The Dili dawn provokes visceral feelings. Roosters, wild dogs, pot holes, pigs and nocturnal shadowy figures navigated by the occasional flickering security light, the smells of wood burning, LA cigarette smoke and fried rice mingle before getting to the water front, where you taste sea salt and dust with the first breath.
A lone motorcyclist is indistinguishable from the dark due to a malfunctioning front light - you only realise you were close to collision when you see the brake light moving slowly past. Teenage lovers huddling on the beach near Esplanada. Changing of the guard at the US Embassy as security personnel with army fatigues swap shifts. A stocky figure shadowboxing frantically in the park by the police station near the lighthouse with moonlight illuminating his controlled aggressive dance.

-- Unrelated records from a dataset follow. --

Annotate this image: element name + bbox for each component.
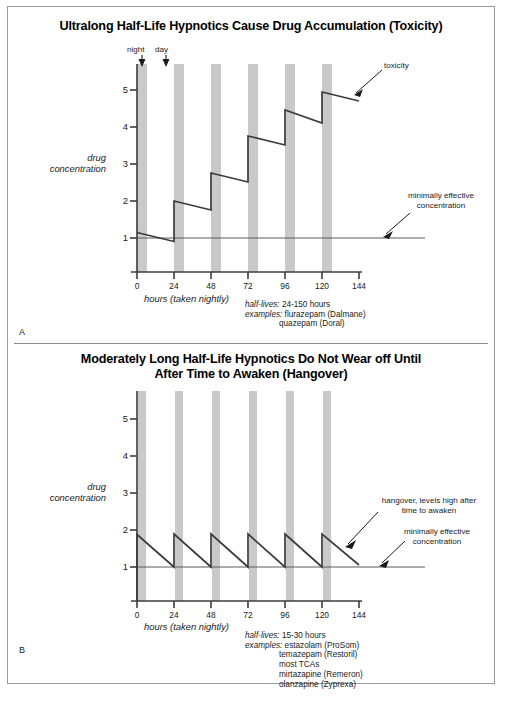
panel-b-notes: half-lives: 15-30 hours examples: estazo… [245, 631, 363, 689]
panel-a-xtick-96: 96 [270, 281, 300, 291]
panel-a-halflives-value: 24-150 hours [282, 300, 330, 309]
panel-a-night-bands [137, 64, 332, 272]
panel-a-x-axis-title: hours (taken nightly) [144, 293, 229, 304]
panel-a-xtick-24: 24 [159, 281, 189, 291]
panel-a-ytick-4: 4 [112, 121, 128, 132]
panel-b-hangover-label: hangover, levels high after time to awak… [358, 496, 500, 515]
panel-b-mec-label: minimally effective concentration [382, 527, 492, 546]
panel-b-y-ticks [130, 419, 137, 567]
panel-a-y-ticks [130, 90, 137, 238]
panel-b-examples-row-4: olanzapine (Zyprexa) [245, 680, 363, 690]
panel-b-halflives-label: half-lives: [245, 631, 280, 640]
panel-b-x-ticks [137, 601, 359, 608]
panel-a-ytick-1: 1 [112, 232, 128, 243]
panel-b-xtick-0: 0 [122, 610, 152, 620]
panel-b-examples-row-3: mirtazapine (Remeron) [245, 670, 363, 680]
panel-b-xtick-24: 24 [159, 610, 189, 620]
panel-a-y-axis-title-line2: concentration [50, 163, 106, 174]
panel-a-examples-label: examples: [245, 310, 282, 319]
panel-b-halflives-value: 15-30 hours [282, 631, 326, 640]
panel-b-hangover-label-line1: hangover, levels high after [382, 496, 477, 505]
panel-a-xtick-72: 72 [233, 281, 263, 291]
panel-a-ytick-3: 3 [112, 158, 128, 169]
panel-b-mec-label-line1: minimally effective [404, 527, 470, 536]
panel-b-xtick-48: 48 [196, 610, 226, 620]
panel-b-xtick-96: 96 [270, 610, 300, 620]
panel-a-xtick-48: 48 [196, 281, 226, 291]
panel-b-xtick-72: 72 [233, 610, 263, 620]
panel-b-letter: B [19, 645, 25, 655]
panel-b-examples-row-1: temazepam (Restoril) [245, 650, 363, 660]
panel-b-halflives-row: half-lives: 15-30 hours [245, 631, 363, 641]
panel-a-mec-label-line2: concentration [417, 201, 466, 210]
panel-a-examples-row-0: examples: flurazepam (Dalmane) [245, 310, 366, 320]
figure-container: Ultralong Half-Life Hypnotics Cause Drug… [0, 0, 506, 706]
panel-a-x-ticks [137, 272, 359, 279]
panel-b-ytick-5: 5 [112, 413, 128, 424]
panel-b-example-1: temazepam (Restoril) [279, 650, 357, 659]
panel-a-mec-label: minimally effective concentration [386, 191, 496, 210]
panel-a-halflives-row: half-lives: 24-150 hours [245, 300, 366, 310]
panel-b-mec-label-line2: concentration [413, 537, 462, 546]
panel-a-examples-row-1: quazepam (Doral) [245, 319, 366, 329]
panel-b-ytick-3: 3 [112, 487, 128, 498]
panel-a-ytick-5: 5 [112, 84, 128, 95]
panel-a-night-label: night [127, 45, 145, 54]
panel-a-day-arrow [163, 55, 170, 67]
panel-a-example-1: quazepam (Doral) [279, 319, 345, 328]
panel-b-example-0: estazolam (ProSom) [285, 641, 360, 650]
panel-b-x-axis-title: hours (taken nightly) [144, 621, 229, 632]
panel-a-y-axis-title: drug concentration [20, 152, 106, 174]
panel-a-xtick-120: 120 [307, 281, 337, 291]
panel-a-toxicity-arrow [354, 70, 382, 97]
panel-a-y-axis-title-line1: drug [87, 152, 106, 163]
panel-b-example-2: most TCAs [279, 660, 319, 669]
panel-b-ytick-4: 4 [112, 450, 128, 461]
panel-b-hangover-label-line2: time to awaken [402, 506, 456, 515]
panel-b-y-axis-title-line1: drug [87, 481, 106, 492]
panel-b-hangover-arrow [345, 512, 378, 549]
panel-b-ytick-1: 1 [112, 561, 128, 572]
panel-a-xtick-0: 0 [122, 281, 152, 291]
panel-b-example-3: mirtazapine (Remeron) [279, 670, 363, 679]
panel-a-toxicity-label: toxicity [384, 61, 409, 70]
panel-b-example-4: olanzapine (Zyprexa) [279, 680, 356, 689]
panel-b-night-bands [138, 391, 331, 601]
panel-b-examples-row-2: most TCAs [245, 660, 363, 670]
panel-a-day-label: day [155, 45, 168, 54]
panel-a-notes: half-lives: 24-150 hours examples: flura… [245, 300, 366, 329]
panel-b-y-axis-title-line2: concentration [50, 492, 106, 503]
panel-b-y-axis-title: drug concentration [20, 481, 106, 503]
panel-a-mec-arrow [383, 213, 410, 239]
panel-b-xtick-120: 120 [307, 610, 337, 620]
panel-a-example-0: flurazepam (Dalmane) [285, 310, 366, 319]
panel-b-xtick-144: 144 [344, 610, 374, 620]
panel-a-halflives-label: half-lives: [245, 300, 280, 309]
panel-a-mec-label-line1: minimally effective [408, 191, 474, 200]
panel-b-ytick-2: 2 [112, 524, 128, 535]
panel-b-examples-row-0: examples: estazolam (ProSom) [245, 641, 363, 651]
panel-a-xtick-144: 144 [344, 281, 374, 291]
panel-b-examples-label: examples: [245, 641, 282, 650]
panel-a-ytick-2: 2 [112, 195, 128, 206]
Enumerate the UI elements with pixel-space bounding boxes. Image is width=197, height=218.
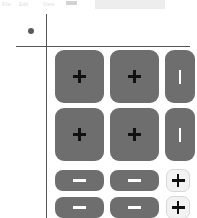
plus-icon: [73, 75, 86, 78]
plus-icon: [128, 75, 141, 78]
vertical-bar-icon: [179, 128, 182, 142]
minus-icon: [128, 206, 141, 209]
plus-icon: [172, 206, 185, 209]
button-r2c3-bar[interactable]: [165, 108, 195, 161]
plus-icon: [73, 133, 86, 136]
button-r1c1-plus[interactable]: [55, 50, 104, 103]
button-r4c2-minus[interactable]: [110, 197, 159, 218]
button-r3c2-minus[interactable]: [110, 170, 159, 191]
button-r3c1-minus[interactable]: [55, 170, 104, 191]
button-r1c3-bar[interactable]: [165, 50, 195, 103]
vertical-bar-icon: [179, 70, 182, 84]
minus-icon: [128, 179, 141, 182]
button-grid: [0, 0, 197, 218]
button-r4c3-plus[interactable]: [166, 196, 190, 218]
plus-icon: [128, 133, 141, 136]
button-r2c2-plus[interactable]: [110, 108, 159, 161]
button-r4c1-minus[interactable]: [55, 197, 104, 218]
button-r3c3-plus[interactable]: [166, 169, 190, 192]
plus-icon: [172, 179, 185, 182]
app-window: File Edit View: [0, 0, 197, 218]
minus-icon: [73, 206, 86, 209]
button-r2c1-plus[interactable]: [55, 108, 104, 161]
minus-icon: [73, 179, 86, 182]
button-r1c2-plus[interactable]: [110, 50, 159, 103]
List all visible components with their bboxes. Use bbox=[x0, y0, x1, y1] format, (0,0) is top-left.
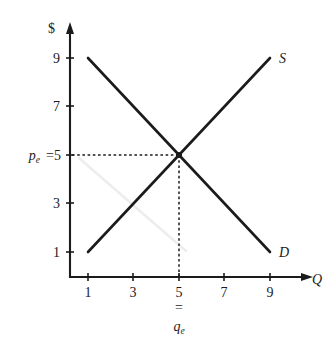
equilibrium-quantity-equals: = bbox=[175, 300, 183, 315]
x-tick-label-9: 9 bbox=[267, 285, 274, 300]
y-axis-title: $ bbox=[48, 21, 55, 36]
x-tick-label-7: 7 bbox=[221, 285, 228, 300]
equilibrium-price-value: =5 bbox=[46, 148, 61, 163]
y-tick-label-7: 7 bbox=[53, 99, 60, 114]
supply-demand-chart: $ Q 9 7 3 1 pe =5 1 3 5 7 9 = qe S D bbox=[0, 0, 333, 340]
supply-curve-label: S bbox=[279, 51, 286, 66]
demand-curve-label: D bbox=[278, 245, 289, 260]
equilibrium-price-symbol: p bbox=[28, 148, 36, 163]
x-tick-label-5: 5 bbox=[176, 285, 183, 300]
y-tick-label-1: 1 bbox=[53, 245, 60, 260]
equilibrium-price-label: pe =5 bbox=[28, 148, 61, 165]
svg-text:pe: pe bbox=[28, 148, 40, 165]
equilibrium-quantity-symbol: q bbox=[173, 319, 180, 334]
chart-canvas: $ Q 9 7 3 1 pe =5 1 3 5 7 9 = qe S D bbox=[0, 0, 333, 340]
y-tick-label-9: 9 bbox=[53, 51, 60, 66]
equilibrium-point-marker bbox=[176, 152, 182, 158]
x-axis-title: Q bbox=[312, 272, 322, 287]
x-tick-label-3: 3 bbox=[130, 285, 137, 300]
y-tick-label-3: 3 bbox=[53, 196, 60, 211]
x-tick-label-1: 1 bbox=[85, 285, 92, 300]
y-axis-arrowhead bbox=[66, 22, 74, 34]
equilibrium-price-subscript: e bbox=[36, 155, 40, 165]
equilibrium-quantity-label: qe bbox=[173, 319, 184, 336]
equilibrium-quantity-subscript: e bbox=[180, 326, 184, 336]
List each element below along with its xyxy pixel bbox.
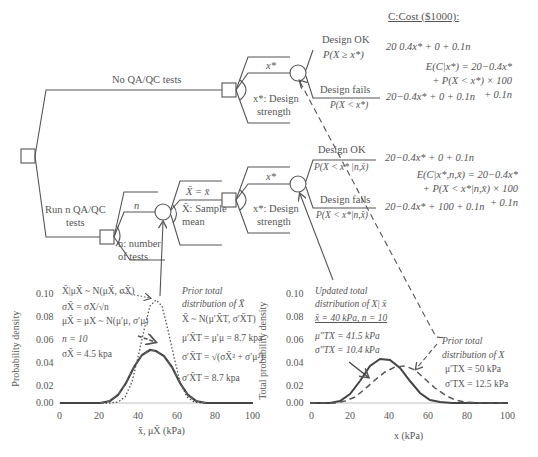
left-xtick-20: 20 [94, 410, 104, 422]
prior-x-label-2: distribution of X [442, 350, 504, 361]
n-branch-label: n [134, 200, 139, 212]
run-qaqc-label-1: Run n QA/QC [45, 204, 106, 216]
exp-cost-bottom-1: E(C|x*,n,x̄) = 20−0.4x* [417, 169, 518, 181]
left-ytick-0.02: 0.02 [36, 380, 54, 392]
exp-cost-top-3: + 0.1n [484, 89, 512, 101]
top-xstar-desc-2: strength [257, 106, 291, 118]
no-qaqc-label: No QA/QC tests [112, 74, 181, 86]
run-qaqc-label-2: tests [66, 217, 85, 229]
right-ytick-0.06: 0.06 [286, 334, 304, 346]
top-chance-node [290, 65, 306, 81]
bottom-xstar-desc-2: strength [257, 216, 291, 228]
n-desc-2: of tests [118, 251, 148, 263]
updated-dist-label-1: Updated total [315, 286, 368, 297]
right-xtick-20: 20 [345, 410, 355, 422]
bottom-xstar-desc-1: x*: Design [253, 203, 299, 215]
left-xtick-0: 0 [57, 410, 62, 422]
right-ytick-0.08: 0.08 [286, 311, 304, 323]
exp-cost-bottom-2: + P(X < x*|n,x̄) × 100 [423, 183, 518, 195]
prior-xbar-label-1: Prior total [182, 286, 222, 297]
xbar-desc-1: X̄: Sample [182, 203, 227, 215]
top-xstar-label: x* [266, 60, 276, 72]
right-xtick-40: 40 [384, 410, 394, 422]
right-ytick-0.10: 0.10 [286, 288, 304, 300]
prior-xbar-label-2: distribution of X̄ [182, 299, 244, 310]
cost-bottom-fail: 20−0.4x* + 100 + 0.1n [385, 201, 484, 213]
right-ytick-0.02: 0.02 [286, 380, 304, 392]
bottom-chance-node [290, 176, 306, 192]
root-decision-node [21, 149, 35, 163]
exp-cost-top-2: + P(X < x*) × 100 [432, 75, 512, 87]
top-design-fails-prob: P(X < x*) [330, 100, 368, 111]
top-design-ok: Design OK [322, 34, 370, 46]
prior-xbar-label-6: σ′X̄T = 8.7 kpa [182, 373, 240, 384]
left-annotation-4: n = 10 [62, 334, 87, 345]
prior-xbar-label-4: μ′X̄T = μ′μ = 8.7 kpa [182, 333, 262, 344]
bottom-design-ok: Design OK [318, 144, 366, 156]
left-ytick-0.10: 0.10 [36, 288, 54, 300]
right-xtick-60: 60 [423, 410, 433, 422]
cost-top-fail: 20−0.4x* + 0 + 0.1n [386, 91, 475, 103]
top-design-decision-node [222, 83, 236, 97]
left-ytick-0.08: 0.08 [36, 311, 54, 323]
top-design-fails: Design fails [320, 84, 370, 96]
left-xtick-60: 60 [172, 410, 182, 422]
bottom-design-ok-prob: P(X < x* |n,x̄) [314, 162, 368, 173]
xbar-branch-label: X̄ = x̄ [186, 186, 209, 198]
right-ytick-0.04: 0.04 [286, 357, 304, 369]
left-annotation-3: μX̄ = μX ~ N(μ′μ, σ′μ) [62, 316, 148, 327]
exp-cost-bottom-3: + 0.1n [490, 197, 518, 209]
bottom-design-fails-prob: P(X < x*|n,x̄) [316, 210, 368, 221]
sample-mean-chance-node [155, 204, 171, 220]
bottom-xstar-label: x* [266, 171, 276, 183]
right-xlabel: x (kPa) [394, 430, 423, 442]
left-ylabel: Probability density [10, 311, 22, 387]
right-xtick-0: 0 [309, 410, 314, 422]
top-design-ok-prob: P(X ≥ x*) [323, 49, 364, 61]
updated-dist-label-3: x̄ = 40 kPa, n = 10 [315, 313, 387, 324]
left-annotation-5: σX̄ = 4.5 kpa [62, 349, 112, 360]
left-ytick-0.04: 0.04 [36, 357, 54, 369]
prior-xbar-label-3: X̄ ~ N(μ′X̄T, σ′X̄T) [182, 314, 256, 325]
xbar-desc-2: mean [182, 216, 205, 228]
prior-xbar-label-5: σ′X̄T = √(σX̄² + σ′μ²) [182, 352, 263, 363]
right-ytick-0.00: 0.00 [286, 397, 304, 409]
exp-cost-top-1: E(C|x*) = 20−0.4x* [426, 61, 512, 73]
right-ylabel: Total probability density [257, 302, 269, 400]
top-xstar-desc-1: x*: Design [253, 93, 299, 105]
left-xtick-80: 80 [210, 410, 220, 422]
cost-header: C:Cost ($1000): [388, 10, 459, 23]
cost-bottom-ok: 20−0.4x* + 0 + 0.1n [385, 152, 474, 164]
updated-dist-label-2: distribution of X| x̄ [315, 299, 387, 310]
prior-x-label-3: μ′TX = 50 kPa [445, 364, 501, 375]
updated-dist-label-5: σ″TX = 10.4 kPa [315, 345, 380, 356]
cost-top-ok: 20 0.4x* + 0 + 0.1n [386, 41, 470, 53]
left-annotation-2: σX̄ = σX/√n [62, 302, 109, 313]
left-annotation-1: X̄|μX̄ ~ N(μX̄, σX̄) [62, 286, 134, 297]
right-xtick-80: 80 [462, 410, 472, 422]
prior-x-label-1: Prior total [442, 336, 482, 347]
left-xtick-100: 100 [245, 410, 260, 422]
left-xtick-40: 40 [133, 410, 143, 422]
left-ytick-0.00: 0.00 [36, 397, 54, 409]
left-ytick-0.06: 0.06 [36, 334, 54, 346]
updated-dist-label-4: μ″TX = 41.5 kPa [315, 331, 380, 342]
prior-x-label-4: σ′TX = 12.5 kPa [445, 379, 508, 390]
bottom-design-fails: Design fails [320, 194, 370, 206]
left-xlabel: x̄, μX̄ (kPa) [138, 425, 185, 437]
n-desc-1: n: number [118, 238, 161, 250]
n-decision-node [100, 230, 114, 244]
right-xtick-100: 100 [500, 410, 515, 422]
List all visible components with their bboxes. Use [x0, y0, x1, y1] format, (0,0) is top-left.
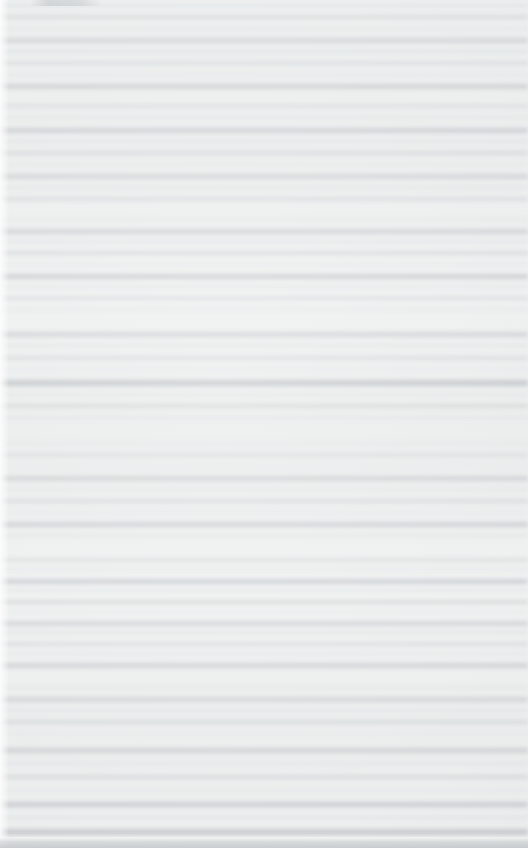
document-viewport[interactable] [0, 0, 528, 848]
page-sheet [0, 0, 528, 848]
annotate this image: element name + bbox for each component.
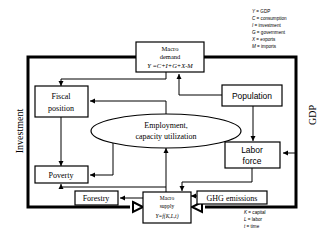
macro-supply-line1: Macro: [160, 195, 175, 201]
svg-text:K = capital: K = capital: [244, 210, 266, 215]
svg-text:X = exports: X = exports: [251, 37, 276, 42]
svg-text:G = government: G = government: [252, 30, 286, 35]
svg-text:C = consumption: C = consumption: [252, 16, 287, 21]
employment-line1: Employment,: [144, 121, 187, 130]
node-employment: [91, 114, 241, 148]
legend-top: Y = GDP C = consumption I = investment G…: [251, 9, 287, 49]
labor-force-line2: force: [243, 156, 262, 166]
ghg-emissions-label: GHG emissions: [207, 194, 258, 203]
svg-text:M = imports: M = imports: [252, 44, 277, 49]
diagram-canvas: Macro demand Y =C+I+G+X-M Fiscal positio…: [0, 0, 334, 245]
poverty-label: Poverty: [49, 171, 74, 180]
labor-force-line1: Labor: [241, 145, 263, 155]
fiscal-position-line2: position: [48, 104, 74, 113]
employment-line2: capacity utilization: [135, 132, 196, 141]
svg-text:t = time: t = time: [244, 224, 260, 229]
macro-supply-formula: Y=f(K,L,t): [156, 213, 179, 220]
legend-bottom: K = capital L = labor t = time: [244, 210, 266, 229]
macro-demand-line1: Macro: [162, 45, 179, 52]
macro-demand-line2: demand: [160, 53, 181, 60]
macro-demand-formula: Y =C+I+G+X-M: [147, 62, 193, 69]
gdp-side-label: GDP: [307, 105, 318, 125]
open-arrow-left: [133, 202, 143, 212]
macro-supply-line2: supply: [160, 203, 175, 209]
population-label: Population: [232, 91, 272, 101]
svg-text:L = labor: L = labor: [244, 217, 262, 222]
svg-text:Y = GDP: Y = GDP: [252, 9, 270, 14]
forestry-label: Forestry: [83, 194, 110, 203]
fiscal-position-line1: Fiscal: [51, 92, 71, 101]
svg-text:I = investment: I = investment: [252, 23, 281, 28]
investment-side-label: Investment: [14, 109, 25, 154]
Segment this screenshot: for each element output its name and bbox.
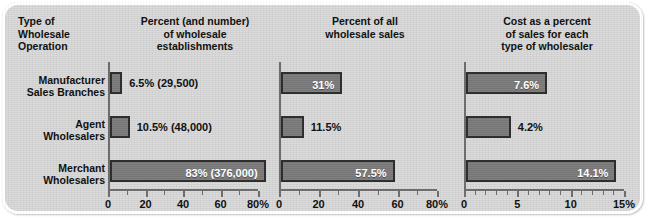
column-header-sales: Percent of all wholesale sales (290, 15, 440, 40)
row-label-agent-wholesalers: Agent Wholesalers (10, 118, 105, 143)
x-axis-tick (603, 191, 604, 195)
bar-value-label: 31% (312, 74, 334, 96)
bar-establishments-2[interactable]: 83% (376,000) (110, 160, 266, 182)
x-axis-tick (258, 191, 260, 197)
x-axis-tick-label: 15% (613, 198, 635, 210)
bar-sales-2[interactable]: 57.5% (281, 160, 395, 182)
bar-value-label: 10.5% (48,000) (137, 116, 212, 138)
x-axis-tick-label: 5 (514, 198, 520, 210)
x-axis-tick (202, 191, 203, 195)
bar-cost-1[interactable] (466, 116, 511, 138)
x-axis-tick-label: 0 (276, 198, 282, 210)
x-axis-tick (319, 191, 321, 197)
x-axis-tick (146, 191, 148, 197)
x-axis-tick (539, 191, 540, 195)
chart-panel-sales: 020406080%31%11.5%57.5% (279, 62, 437, 187)
x-axis-tick-label: 40 (177, 198, 189, 210)
x-axis-tick (464, 191, 466, 197)
column-header-establishments: Percent (and number) of wholesale establ… (120, 15, 270, 53)
x-axis-tick (581, 191, 582, 195)
bar-cost-0[interactable]: 7.6% (466, 72, 547, 94)
x-axis-tick-label: 60 (391, 198, 403, 210)
x-axis-tick (475, 191, 476, 195)
x-axis-tick (221, 191, 223, 197)
bar-value-label: 4.2% (518, 116, 543, 138)
column-header-type: Type of Wholesale Operation (18, 15, 128, 53)
row-label-manufacturer-sales-branches: Manufacturer Sales Branches (10, 74, 105, 99)
bar-value-label: 57.5% (355, 162, 386, 184)
x-axis-tick (398, 191, 400, 197)
x-axis-tick-label: 0 (105, 198, 111, 210)
x-axis-tick (417, 191, 418, 195)
x-axis-tick (299, 191, 300, 195)
x-axis-tick-label: 40 (352, 198, 364, 210)
x-axis-line (464, 189, 624, 191)
x-axis-tick (164, 191, 165, 195)
x-axis-tick (592, 191, 593, 195)
x-axis-tick-label: 60 (214, 198, 226, 210)
x-axis-tick-label: 80% (426, 198, 448, 210)
x-axis-tick (485, 191, 486, 195)
x-axis-tick (279, 191, 281, 197)
bar-value-label: 11.5% (311, 116, 342, 138)
bar-establishments-1[interactable] (110, 116, 130, 138)
bar-establishments-0[interactable] (110, 72, 122, 94)
x-axis-tick (496, 191, 497, 195)
x-axis-tick-label: 80% (247, 198, 269, 210)
bar-value-label: 14.1% (577, 162, 608, 184)
x-axis-tick (239, 191, 240, 195)
bar-sales-1[interactable] (281, 116, 304, 138)
x-axis-tick (358, 191, 360, 197)
x-axis-tick (560, 191, 561, 195)
x-axis-tick (437, 191, 439, 197)
x-axis-tick (528, 191, 529, 195)
x-axis-tick (613, 191, 614, 195)
x-axis-tick (549, 191, 550, 195)
x-axis-tick (571, 191, 573, 197)
chart-panel-cost: 051015%7.6%4.2%14.1% (464, 62, 624, 187)
row-label-merchant-wholesalers: Merchant Wholesalers (10, 162, 105, 187)
bar-value-label: 83% (376,000) (185, 162, 257, 184)
chart-card: Type of Wholesale Operation Percent (and… (2, 2, 643, 214)
x-axis-tick (517, 191, 519, 197)
x-axis-tick-label: 10 (565, 198, 577, 210)
x-axis-tick-label: 0 (461, 198, 467, 210)
x-axis-tick (507, 191, 508, 195)
x-axis-tick (338, 191, 339, 195)
bar-sales-0[interactable]: 31% (281, 72, 342, 94)
bar-cost-2[interactable]: 14.1% (466, 160, 616, 182)
x-axis-tick (183, 191, 185, 197)
x-axis-tick (127, 191, 128, 195)
x-axis-tick-label: 20 (312, 198, 324, 210)
x-axis-tick-label: 20 (139, 198, 151, 210)
bar-value-label: 6.5% (29,500) (129, 72, 198, 94)
chart-panel-establishments: 020406080%6.5% (29,500)10.5% (48,000)83%… (108, 62, 258, 187)
column-header-cost: Cost as a percent of sales for each type… (472, 15, 622, 53)
x-axis-tick (624, 191, 626, 197)
x-axis-tick (108, 191, 110, 197)
bar-value-label: 7.6% (514, 74, 539, 96)
x-axis-tick (378, 191, 379, 195)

Near Fatuhada markets a fire burns which illuminates shirtless human figures holding knives carving flesh which on second glance is a pig for the day's markets. Teenage martial artists practice high kicks on the sand toward the pier and greet you warmly. Then sunrise transforms everything into awe inspiring beauty, the pink sky, the buzz of the early mikrolets, the white sand, the encouraging nods of other joggers, the waves gently massaging the coast, the sight of Cristo Rey in the distance, the smell of freshly brewed coffee at Letefoho, the bondias and smiles of the Marconi community. In no other place I've been has the morning been so unknowable and initially sinister and then transformed into being so euphoric as darkness turns into light.